Abstract sounds abound: wobbling percussive devices, stroked and patted drum skins, and out of the formless patter emerges – like some giant space slug – a slow, wavering, thick, slimy moog riff. It’s a great line, funky even with a great swagger to it. Warm organs vamp in the spaces as a huge flute line blows across the sound field like a great cosmic wind deity. Whispering male and hypnotised (& hypnotising) female voices talk of remembering “a vision…space and time…” and so on. And still the bass line swaggers on until the listener is sucked up into undulating waves of sitar and a forming-of-the-earth flute – More female voices: “Awaken fantasy…all is past, all is the same, the passage of time…” and other mystic utterances. These are Gnostic emissaries from a time before time! Sitar and flute start a joyous dance, as if celebrating the alignment of some major star grouping. Elongated stretches of organ form underneath centring all along your main chakric energy point – like a huge bolt of sunlight up your spine. Only Don Cherry’s humbling “The Queen of Tung Ting Lake” or Popol Vuh’s “Vuh” strikes at the soul so immediately and affectively as this.
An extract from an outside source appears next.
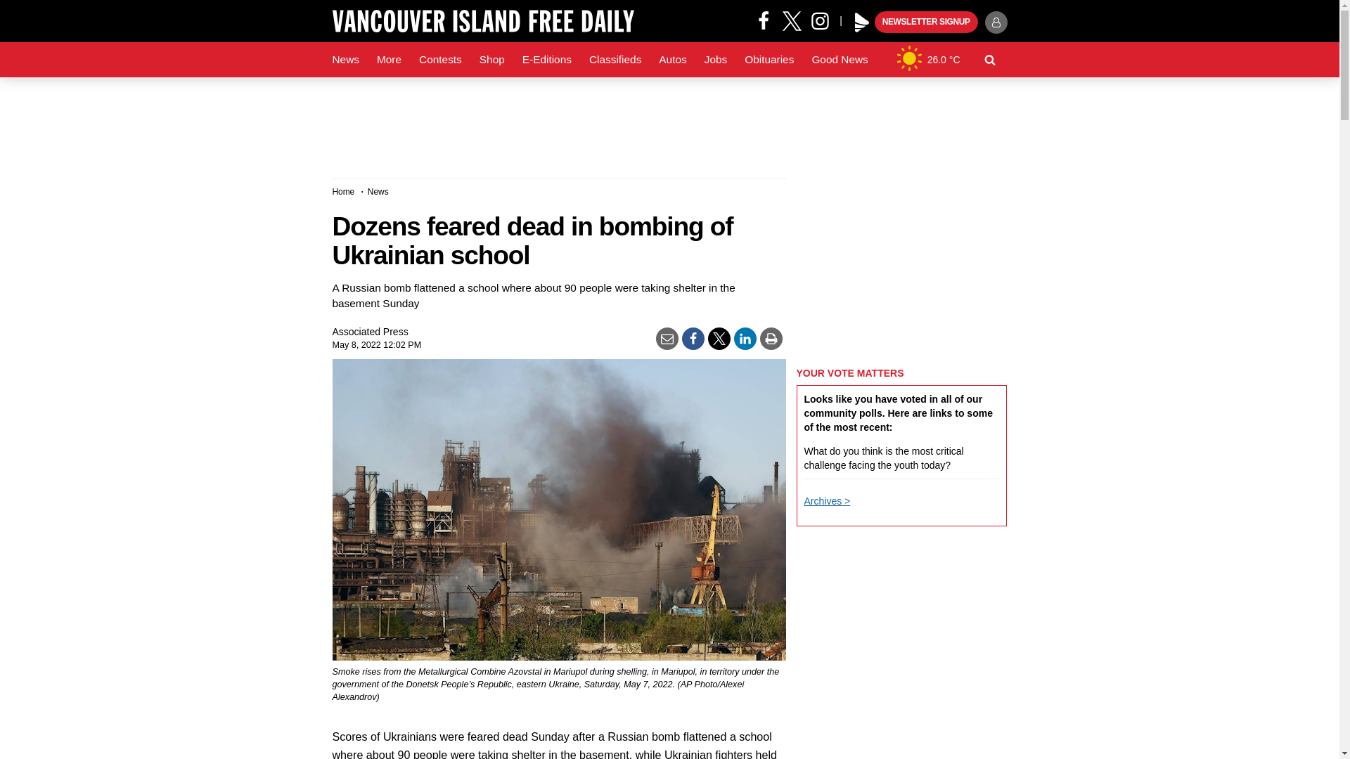 Image resolution: width=1350 pixels, height=759 pixels. I want to click on NEWSLETTER SIGNUP, so click(926, 22).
“Era of Technology” leads off amidst chattering moog oscillations, throbbing robotic orders from the vocalists and mucho percussion before breaking down into abstract wisps of sound and French commands from the Captain. Along with massed ranks of loose drums (like 4 Jaki Liebzeits thrown into a washing machine) with yet more electronic SFX that throb and pulse. Building and subsiding, the track leads into a solemnly thrummed bass guitar (akin to Sand’s Golem) and mediaeval flute with a beautifully vulnerable whispered vocal singing along, as organs and harp glissandi chime along.
Side 2 starts amidst twinkling wood chimes and another of Vandroogenbroeck’s great throbbing bass lines – a fat Kraftwerkian underlay against which some great tense moog notes form, giving the track a proto-John Carpenter type feel. A cuica is rubbed frantically and the multiple moog notes fight for space flowing around and amidst the woozy sonic space, like surfing space ships circling each other. It’s a great warm analogue sound, all sparkling, sub-sonic analogue riffs and accompanying sheets of organ harmony and almost dub-like deep percussion. This provides the base upon which more spoken cosmic poetry in the Rosi Mueller tradition is delivered in English as male voices speak what sounds like the same in French and German.
This leads into another great floating-within-the-cosmos, zero-gravity tracks – “Cosmic Wind” — all tinkling percussion, becalming flutes and the thrumming of loose-stringed harps and zithers. The track is extremely meditative and peaceful without being over-sweet or over-ripened. The track picks up a little direction as a bass is repeatedly struck, before finally settling in a healing pool of blissful Nirvana.
A lone piano serenades the listener as a karmic spool of sun-dappled notes is gradually unthreaded, similar to Magma’s great “Coltrane Sundia” or Don Cherry’s “Hope.” Warm electric guitar joins in, great swollen rivulets of molten arpeggio, until the track picks up into a sort of classically-inspired spirited Jarrett-like dance, before coming to an end amidst struck piano strings and a final sequenced synthesiser riff, accompanied by shooting, whooshing noises and vocals whispering…Egyptian Kings!
Another Internet scribe noted that Brainticket’s music could be “the perfect sonic companion for your lava lamp.” They could have a point. Drink deeply of this liquid Space Rock!